Abstract

With increased economic and tourism interests in both Japan and Russia, culturally different meanings of ‘forest’ need to be understood for future cooperative environmental management. In this study, we propose Landscape Image Sketching Technique as an original, practical methodology to externalise an individual landscape image as a scene sketch aiming to represent the viewer's fundamental way of seeing the landscape. To discuss different perceptions and interpretations of forests in a cultural framework, we conducted cross-national research in Japan and Russia. A total of 325 respondents were asked to make a landscape image sketch of an imaginary forest and to include keywords and text. The sketches were analysed by means of four aspects: ‘linguistic knowledge’, ‘spatial view’, ‘self-orientation’ and ‘social meaning', which were represented by landscape elements, the shape of elements, the subject's standpoint and the combination of the elements in the framework. As a result, landscape image sketches revealed differences between respondents in Japan and Russia. The typical landscape images of a forest were represented objectively, as aesthetic scenery in Russia and subjectively, as a practical place in Japan. The results suggested a fundamental difference in ways of seeing the landscape through individual perceptions rather than normative views on forests. This methodology for visualising ways of seeing a landscape can be useful in understanding different assumptions about environmental issues, not only for a global environmental discussion regarding each locality, but also for local environmental management and public participation.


#### WHAT IS BEING ASKED
Drop the images. Copy every line below character for character.
»»
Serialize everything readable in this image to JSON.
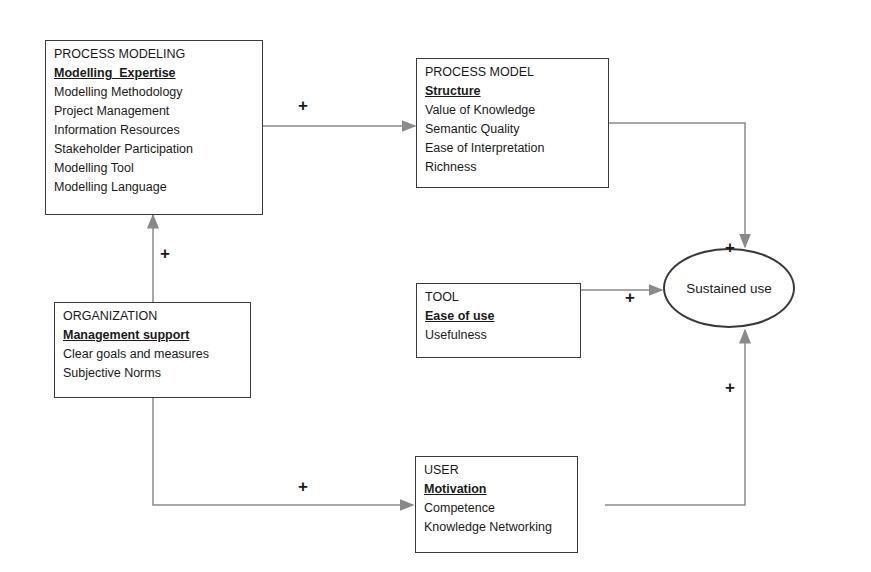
{
  "diagram": {
    "nodes": {
      "process_modeling": {
        "title": "PROCESS MODELING",
        "key": "Modelling  Expertise",
        "items": [
          "Modelling Methodology",
          "Project Management",
          "Information Resources",
          "Stakeholder Participation",
          "Modelling Tool",
          "Modelling Language"
        ]
      },
      "process_model": {
        "title": "PROCESS MODEL",
        "key": "Structure",
        "items": [
          "Value of Knowledge",
          "Semantic Quality",
          "Ease of Interpretation",
          "Richness"
        ]
      },
      "organization": {
        "title": "ORGANIZATION",
        "key": "Management support",
        "items": [
          "Clear goals and measures",
          "Subjective Norms"
        ]
      },
      "tool": {
        "title": "TOOL",
        "key": "Ease of use",
        "items": [
          "Usefulness"
        ]
      },
      "user": {
        "title": "USER",
        "key": "Motivation",
        "items": [
          "Competence",
          "Knowledge Networking"
        ]
      },
      "outcome": {
        "label": "Sustained use"
      }
    },
    "edges": [
      {
        "from": "process_modeling",
        "to": "process_model",
        "sign": "+"
      },
      {
        "from": "organization",
        "to": "process_modeling",
        "sign": "+"
      },
      {
        "from": "organization",
        "to": "user",
        "sign": "+"
      },
      {
        "from": "process_model",
        "to": "outcome",
        "sign": "+"
      },
      {
        "from": "tool",
        "to": "outcome",
        "sign": "+"
      },
      {
        "from": "user",
        "to": "outcome",
        "sign": "+"
      }
    ],
    "colors": {
      "line": "#8a8a8a",
      "border": "#3a3a3a",
      "text": "#1a1a1a"
    }
  }
}
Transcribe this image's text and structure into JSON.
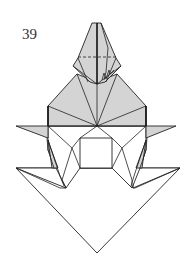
{
  "diagram": {
    "step_number": "39",
    "colors": {
      "colored_side": "#d4d4d4",
      "white_side": "#ffffff",
      "line": "#222222"
    }
  }
}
««
#### ANSWER TO THIS EXERCISE
Serialize everything readable in this image to JSON.
{
  "diagram": {
    "nodes": {
      "process_modeling": {
        "title": "PROCESS MODELING",
        "key": "Modelling  Expertise",
        "items": [
          "Modelling Methodology",
          "Project Management",
          "Information Resources",
          "Stakeholder Participation",
          "Modelling Tool",
          "Modelling Language"
        ]
      },
      "process_model": {
        "title": "PROCESS MODEL",
        "key": "Structure",
        "items": [
          "Value of Knowledge",
          "Semantic Quality",
          "Ease of Interpretation",
          "Richness"
        ]
      },
      "organization": {
        "title": "ORGANIZATION",
        "key": "Management support",
        "items": [
          "Clear goals and measures",
          "Subjective Norms"
        ]
      },
      "tool": {
        "title": "TOOL",
        "key": "Ease of use",
        "items": [
          "Usefulness"
        ]
      },
      "user": {
        "title": "USER",
        "key": "Motivation",
        "items": [
          "Competence",
          "Knowledge Networking"
        ]
      },
      "outcome": {
        "label": "Sustained use"
      }
    },
    "edges": [
      {
        "from": "process_modeling",
        "to": "process_model",
        "sign": "+"
      },
      {
        "from": "organization",
        "to": "process_modeling",
        "sign": "+"
      },
      {
        "from": "organization",
        "to": "user",
        "sign": "+"
      },
      {
        "from": "process_model",
        "to": "outcome",
        "sign": "+"
      },
      {
        "from": "tool",
        "to": "outcome",
        "sign": "+"
      },
      {
        "from": "user",
        "to": "outcome",
        "sign": "+"
      }
    ],
    "colors": {
      "line": "#8a8a8a",
      "border": "#3a3a3a",
      "text": "#1a1a1a"
    }
  }
}
Transcribe this image's text and structure into JSON.
{
  "diagram": {
    "step_number": "39",
    "colors": {
      "colored_side": "#d4d4d4",
      "white_side": "#ffffff",
      "line": "#222222"
    }
  }
}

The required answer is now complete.